A Maine Week: Granddaughter Fun & Books

FUN WITH GRANDDAUGHTERS 

Eating at Home

Coming to Maine is a summer tradition for our granddaughters, and they eagerly anticipate the visit.  This year was no exception.  Certain activities are a given for the week.  One is making blueberry pancakes with Grandma.  Each year, they are more adept in the kitchen, and my role is now more that of an advisor.  The pancakes this year were especially delicious!

A newer tradition is one dinner of clams with linguini; chef for that is our son with the clams from a local purveyor. Note, these girls also love oysters so their dad got some local ones and shucked them himself.

Linguini a la vongole

Out and About

Also on the agenda is a visit to Boothbay Railway Village.   There is a schoolhouse and a house and other 19thcentury buildings to explore, plus the train ride around the village loop, and, of course, some time looking at the extensive model railroad exhibit.  At ages 6 and 10, they still loved it.

In past years, they played miniature golf with their dad.  This time, the Chief Penguin and I joined them.  Dolphin Mini Golf was created thirty-odd years ago and is a fun course to play.  Each hole is somehow sea-related with one shaped like a dolphin and another a whale.  An ice cream hut and a small shell museum round out the offerings.  The donated shell collections include shells from around the world as well as from this region. 

Then there’s the annual wander through Coastal Maine Botanical Gardens stopping to play the metal drums and pipes, sitting and rowing in the canoe, and bouncing on the string bridge.

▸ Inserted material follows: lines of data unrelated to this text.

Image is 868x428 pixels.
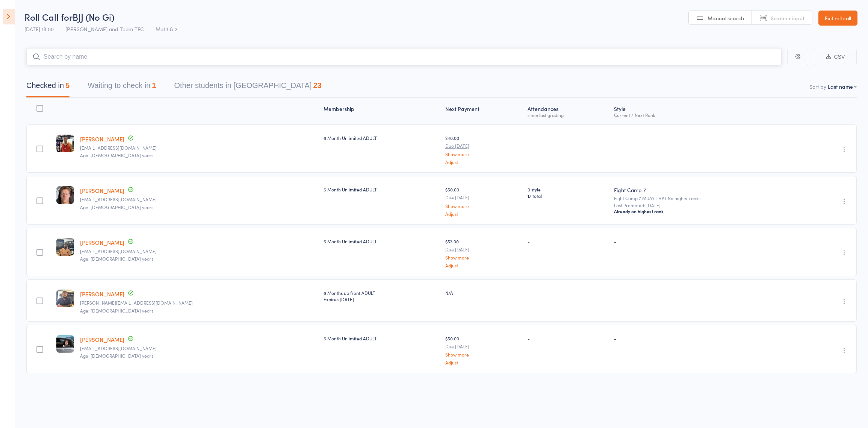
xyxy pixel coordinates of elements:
[445,255,521,260] a: Show more
[445,204,521,208] a: Show more
[614,203,798,208] small: Last Promoted: [DATE]
[445,247,521,252] small: Due [DATE]
[527,135,608,141] div: -
[323,290,439,303] div: 6 Months up front ADULT
[445,343,521,349] small: Due [DATE]
[80,290,124,298] a: [PERSON_NAME]
[445,159,521,164] a: Adjust
[80,346,317,351] small: Brycesmit777@gmail.com
[323,296,439,303] div: Expires [DATE]
[323,335,439,342] div: 6 Month Unlimited ADULT
[809,83,826,90] label: Sort by
[24,10,72,23] span: Roll Call for
[80,197,317,202] small: calobjames@hotmail.com
[80,335,124,343] a: [PERSON_NAME]
[57,290,74,307] img: image1707374748.png
[445,135,521,164] div: $40.00
[80,152,153,159] span: Age: [DEMOGRAPHIC_DATA] years
[57,186,74,204] img: image1744691761.png
[80,307,153,314] span: Age: [DEMOGRAPHIC_DATA] years
[818,10,858,26] a: Exit roll call
[323,238,439,244] div: 6 Month Unlimited ADULT
[445,143,521,149] small: Due [DATE]
[614,290,798,296] div: -
[614,208,798,215] div: Already on highest rank
[80,248,317,254] small: abdikanii658@gmail.com
[614,238,798,244] div: -
[80,238,124,246] a: [PERSON_NAME]
[87,78,156,97] button: Waiting to check in1
[80,300,317,306] small: Brad_slack@hotmail.com
[80,145,317,150] small: fotocook@gmail.com
[614,195,798,201] div: Fight Camp 7 MUAY THAI
[313,81,321,89] div: 23
[445,335,521,365] div: $50.00
[72,10,114,23] span: BJJ (No Gi)
[174,78,321,97] button: Other students in [GEOGRAPHIC_DATA]23
[80,187,124,194] a: [PERSON_NAME]
[65,25,144,33] span: [PERSON_NAME] and Team TFC
[828,83,853,90] div: Last name
[26,78,69,97] button: Checked in5
[156,25,177,33] span: Mat 1 & 2
[445,290,521,296] div: N/A
[524,101,611,121] div: Atten­dances
[445,352,521,357] a: Show more
[26,48,781,65] input: Search by name
[527,186,608,192] span: 0 style
[80,204,153,211] span: Age: [DEMOGRAPHIC_DATA] years
[527,238,608,244] div: -
[57,238,74,256] img: image1754385726.png
[445,263,521,268] a: Adjust
[80,255,153,262] span: Age: [DEMOGRAPHIC_DATA] years
[445,186,521,216] div: $50.00
[614,113,798,117] div: Current / Next Rank
[57,335,74,353] img: image1734308471.png
[814,49,856,65] button: CSV
[771,15,805,22] span: Scanner input
[152,81,156,89] div: 1
[65,81,69,89] div: 5
[614,186,798,194] div: Fight Camp 7
[445,211,521,216] a: Adjust
[527,113,608,117] div: since last grading
[442,101,524,121] div: Next Payment
[445,238,521,268] div: $53.00
[614,335,798,342] div: -
[323,135,439,141] div: 6 Month Unlimited ADULT
[80,135,124,143] a: [PERSON_NAME]
[668,195,700,201] span: No higher ranks
[611,101,800,121] div: Style
[445,360,521,365] a: Adjust
[527,192,608,199] span: 17 total
[527,335,608,342] div: -
[24,25,54,33] span: [DATE] 13:00
[527,290,608,296] div: -
[614,135,798,141] div: -
[320,101,442,121] div: Membership
[445,152,521,156] a: Show more
[323,186,439,192] div: 6 Month Unlimited ADULT
[707,15,744,22] span: Manual search
[445,195,521,200] small: Due [DATE]
[57,135,74,152] img: image1714172885.png
[80,352,153,359] span: Age: [DEMOGRAPHIC_DATA] years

We spent the most time (probably an hour total of our couple hours) in the Fairy House Village.  The girls were creative and exercised their imaginations, each building a house of sticks, leaves, stones, shells, and woodland materials.

Readers All!

Both E and F, are now avid readers—such a joy to see!  F is immersed in the Ivy and Bean books, while older sister E is a fan of historical novels and fantasy and is currently finishing up Chris Colfer’s Land of Stories series.  I had borrowed a stack of books from the little library here and brought with me a few books for them.  In addition, we all enjoyed browsing and buying at Sherman’s in Boothbay Harbor. 

Other hits were a book of Little Women paper dolls, a Lego Friends set, and swimming in the cove.  

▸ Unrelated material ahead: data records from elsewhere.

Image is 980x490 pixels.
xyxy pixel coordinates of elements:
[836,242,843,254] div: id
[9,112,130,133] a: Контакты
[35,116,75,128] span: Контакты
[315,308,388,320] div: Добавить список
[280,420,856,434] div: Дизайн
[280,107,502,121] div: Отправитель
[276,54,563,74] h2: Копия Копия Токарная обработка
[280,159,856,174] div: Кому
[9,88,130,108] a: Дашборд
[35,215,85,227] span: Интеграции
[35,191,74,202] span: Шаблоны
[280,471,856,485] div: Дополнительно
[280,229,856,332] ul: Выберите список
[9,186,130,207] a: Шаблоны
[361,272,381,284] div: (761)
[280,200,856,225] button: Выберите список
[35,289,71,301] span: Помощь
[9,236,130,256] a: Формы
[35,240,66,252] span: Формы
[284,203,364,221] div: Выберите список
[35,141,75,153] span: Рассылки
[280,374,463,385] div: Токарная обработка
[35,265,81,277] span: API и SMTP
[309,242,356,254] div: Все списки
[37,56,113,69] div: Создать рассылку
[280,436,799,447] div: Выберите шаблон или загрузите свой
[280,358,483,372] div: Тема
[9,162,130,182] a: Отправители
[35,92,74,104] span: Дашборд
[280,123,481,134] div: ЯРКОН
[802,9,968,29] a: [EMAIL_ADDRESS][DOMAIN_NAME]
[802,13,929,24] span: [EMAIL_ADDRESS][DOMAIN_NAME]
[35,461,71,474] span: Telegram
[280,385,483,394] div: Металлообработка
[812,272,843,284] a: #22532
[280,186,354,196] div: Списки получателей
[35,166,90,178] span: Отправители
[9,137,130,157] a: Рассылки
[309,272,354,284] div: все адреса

We ate several meals out including two dinners at Cozy’s Dockside where the girls enthusiastically ordered cones from the ice cream treats menu. 

MAINE BOOK OF THE WEEK

Fellowship Point by Alice Elliott Dark

Alice E. Dark (amazon.com)

This is a leisurely novel about two octogenarian women, lifelong friends.  It’s meant to be savored and read slowly.  Polly and Agnes are women of an earlier generation, and the book takes place from 2000 to 2008. Societal expectations for women then related mostly to marriage and children.  Polly Wister, is the traditional woman, married to Dick, a Penn philosophy professor, and a mother of four sons. Her friend Alice Lee is single, author of a series of children’s books that made her reputation, but secretly also the author of adult novels written under a nom de plume.  

These friends winter in Haverford and Philadelphia but spend summers on the Maine coast in a family compound dating back more than 100 years founded by Alice’s great grandfather.  Alice wants to preserve the open land beyond the homes as a bird sanctuary.  Other owners and sons want to develop the land. 

Over the years, there are secrets and conflicts, marital tension, and issues over how much one likes or doesn’t like how one’s offspring have turned out.  This all plus an unjust accusation against a neighbor of the so-called “servant class” churn beneath the surface and sometimes erupt.   

Add into this mix Quaker values, old money, an unrequited love, and a new friendship, and you have the ebb and flow of the enduring relationship between Alice and Polly.  They are very different people and yet they share almost everything, emphasis on almost.

Both for the wonderful writing and its thoughtful exploration of the meaning of life and what kind of legacy we leave behind, it’s one of the best books I’ve read this year! (~JWFarrington)

Note: All photos ©JWFarrington (some rights reserved). Header photo taken at Coastal Maine Botanical Gardens.